What gets a PR rejected

  • Mixed concerns (refactor + feature + dep bump in one PR).
  • New dependencies without justification in the description.
  • Visual changes without screenshots.
  • Code that ignores the project's existing patterns ("why isn't this an XViewModel?", "why did you skip the convention plugin?").
  • Empty / vague commit messages or "WIP" commits left in history.

Translations

GitHub Store ships in 13 languages.

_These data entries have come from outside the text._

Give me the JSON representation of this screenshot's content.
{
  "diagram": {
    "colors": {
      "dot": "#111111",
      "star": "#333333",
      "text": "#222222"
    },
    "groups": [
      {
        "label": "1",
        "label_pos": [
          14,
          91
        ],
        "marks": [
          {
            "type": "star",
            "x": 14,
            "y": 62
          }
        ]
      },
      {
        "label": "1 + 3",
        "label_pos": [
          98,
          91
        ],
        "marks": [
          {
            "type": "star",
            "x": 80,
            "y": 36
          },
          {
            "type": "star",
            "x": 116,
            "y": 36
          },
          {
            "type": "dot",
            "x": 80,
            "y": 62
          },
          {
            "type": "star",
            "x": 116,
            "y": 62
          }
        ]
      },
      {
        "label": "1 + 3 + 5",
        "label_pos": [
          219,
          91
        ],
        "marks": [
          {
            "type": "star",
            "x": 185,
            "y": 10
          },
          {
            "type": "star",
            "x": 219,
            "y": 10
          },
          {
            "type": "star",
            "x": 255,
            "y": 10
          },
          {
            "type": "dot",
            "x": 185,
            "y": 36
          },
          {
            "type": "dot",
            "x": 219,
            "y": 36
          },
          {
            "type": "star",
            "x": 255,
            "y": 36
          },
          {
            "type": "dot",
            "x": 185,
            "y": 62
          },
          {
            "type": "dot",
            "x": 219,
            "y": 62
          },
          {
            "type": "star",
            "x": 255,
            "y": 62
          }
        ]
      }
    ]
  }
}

String resources live in:

core/presentation/src/commonMain/composeResources/
  values/strings.xml             # Default (English)
  values-ar/strings-ar.xml       # Arabic
  values-bn/strings-bn.xml       # Bengali
  values-es/strings-es.xml       # Spanish
  values-fr/strings-fr.xml       # French
  values-hi/strings-hi.xml       # Hindi
  values-it/strings-it.xml       # Italian
  values-ja/strings-ja.xml       # Japanese
  values-ko/strings-ko.xml       # Korean
  values-pl/strings-pl.xml       # Polish
  values-ru/strings-ru.xml       # Russian
  values-tr/strings-tr.xml       # Turkish
  values-zh-rCN/strings-zh-rCN.xml  # Chinese (Simplified)

To add a translation:

  1. Find the missing or new key in values/strings.xml.
  2. Add the localized version to the matching values-<lang>/strings-<lang>.xml.
  3. Open a PR titled i18n: <language> β€” <short note> (e.g., i18n: Spanish β€” translate APK Inspect strings).

If you're adding a brand-new locale, ping a maintainer first so we can wire up the locale file and any locale-specific resources.

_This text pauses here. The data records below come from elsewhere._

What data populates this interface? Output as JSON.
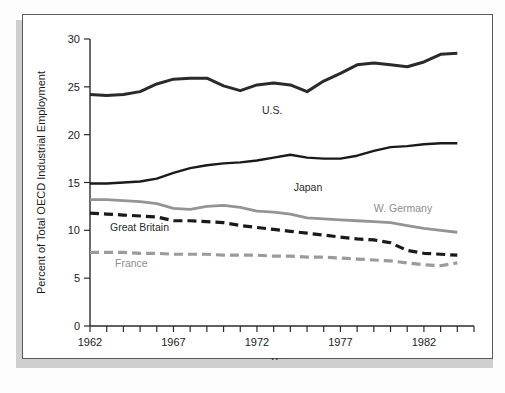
{
  "figure": {
    "frame_color": "#5a5a5a",
    "background": "#ffffff"
  },
  "chart_data": {
    "type": "line",
    "title": "",
    "xlabel": "Year",
    "ylabel": "Percent of Total OECD Industrial Employment",
    "xlim": [
      1962,
      1985
    ],
    "ylim": [
      0,
      30
    ],
    "ytick_values": [
      0,
      5,
      10,
      15,
      20,
      25,
      30
    ],
    "ytick_labels": [
      "0",
      "5",
      "10",
      "15",
      "20",
      "25",
      "30"
    ],
    "xtick_values": [
      1962,
      1963,
      1964,
      1965,
      1966,
      1967,
      1968,
      1969,
      1970,
      1971,
      1972,
      1973,
      1974,
      1975,
      1976,
      1977,
      1978,
      1979,
      1980,
      1981,
      1982,
      1983,
      1984,
      1985
    ],
    "xtick_labeled": [
      1962,
      1967,
      1972,
      1977,
      1982
    ],
    "xtick_labels": [
      "1962",
      "1967",
      "1972",
      "1977",
      "1982"
    ],
    "grid": false,
    "legend": "inline-annotations",
    "x": [
      1962,
      1963,
      1964,
      1965,
      1966,
      1967,
      1968,
      1969,
      1970,
      1971,
      1972,
      1973,
      1974,
      1975,
      1976,
      1977,
      1978,
      1979,
      1980,
      1981,
      1982,
      1983,
      1984
    ],
    "series": [
      {
        "name": "U.S.",
        "label": "U.S.",
        "color": "#2a2a2a",
        "style": "solid",
        "width": 3.0,
        "label_x": 1972.3,
        "label_y": 22.2,
        "values": [
          24.2,
          24.1,
          24.2,
          24.5,
          25.3,
          25.8,
          25.9,
          25.9,
          25.1,
          24.6,
          25.2,
          25.4,
          25.2,
          24.5,
          25.6,
          26.4,
          27.3,
          27.5,
          27.3,
          27.1,
          27.6,
          28.4,
          28.5
        ]
      },
      {
        "name": "Japan",
        "label": "Japan",
        "color": "#1a1a1a",
        "style": "solid",
        "width": 2.4,
        "label_x": 1974.2,
        "label_y": 14.1,
        "values": [
          14.9,
          14.9,
          15.0,
          15.1,
          15.4,
          16.0,
          16.5,
          16.8,
          17.0,
          17.1,
          17.3,
          17.6,
          17.9,
          17.6,
          17.5,
          17.5,
          17.8,
          18.3,
          18.7,
          18.8,
          19.0,
          19.1,
          19.1
        ]
      },
      {
        "name": "W. Germany",
        "label": "W. Germany",
        "color": "#949494",
        "style": "solid",
        "width": 2.8,
        "label_x": 1979.0,
        "label_y": 11.9,
        "values": [
          13.2,
          13.2,
          13.1,
          13.0,
          12.8,
          12.3,
          12.2,
          12.5,
          12.6,
          12.4,
          12.0,
          11.9,
          11.7,
          11.3,
          11.2,
          11.1,
          11.0,
          10.9,
          10.8,
          10.5,
          10.2,
          10.0,
          9.8
        ]
      },
      {
        "name": "Great Britain",
        "label": "Great Britain",
        "color": "#1a1a1a",
        "style": "dashed",
        "width": 3.2,
        "label_x": 1963.2,
        "label_y": 9.9,
        "values": [
          11.8,
          11.7,
          11.6,
          11.5,
          11.4,
          11.0,
          11.0,
          10.9,
          10.8,
          10.5,
          10.3,
          10.1,
          9.9,
          9.7,
          9.5,
          9.3,
          9.1,
          9.0,
          8.7,
          7.9,
          7.6,
          7.5,
          7.4
        ]
      },
      {
        "name": "France",
        "label": "France",
        "color": "#9b9b9b",
        "style": "dashed",
        "width": 3.2,
        "label_x": 1963.5,
        "label_y": 6.2,
        "values": [
          7.7,
          7.7,
          7.7,
          7.6,
          7.6,
          7.5,
          7.5,
          7.5,
          7.4,
          7.4,
          7.4,
          7.3,
          7.3,
          7.2,
          7.2,
          7.1,
          7.0,
          6.9,
          6.8,
          6.6,
          6.4,
          6.3,
          6.6
        ]
      }
    ]
  }
}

Don't machine-translate without verification β€” bad translations are worse than missing ones because they push out fallback English.


Release flow

Releases are cut by maintainers from main after a short stabilization window:

  1. Bump versionName and versionCode in composeApp/build.gradle.kts.
  2. Tag the commit vX.Y.Z.
  3. Maintainer builds Android with signing key (release) and Desktop (.exe, .msi, .dmg, .pkg, .deb, .rpm, .appimage, .tar.zst).
  4. Release notes are written manually β€” covering the user-facing changes, not every commit.
  5. F-Droid and the in-app updater pick up the release automatically.

You don't normally need to touch this as a contributor; just be aware that landing a feature in main doesn't immediately ship β€” there's a release cadence on top.


Security disclosures

Do not open public issues for security vulnerabilities. Use GitHub's private vulnerability reporting or email hello@github-store.org with the details.

We treat token leaks, install-flow exploits, and signing-bypass paths as critical. Other issues we'll triage on a best-effort basis.


Questions

  • Real-time chat: join the Discord server β€” fastest way to get a hand from maintainers and other contributors.
  • Email: hello@github-store.org for anything that doesn't fit a public channel β€” sponsorship, partnerships, sensitive coordination.
  • General questions / discussion: open a GitHub Discussion (if enabled) or a feature-request issue.
  • Stuck on local setup: open a draft PR with what you have and ask for help in the description β€” we'd rather help you finish than have you give up silently.
  • Sibling repos: backend and api have their own contributing notes.

Thanks for making GitHub Store better.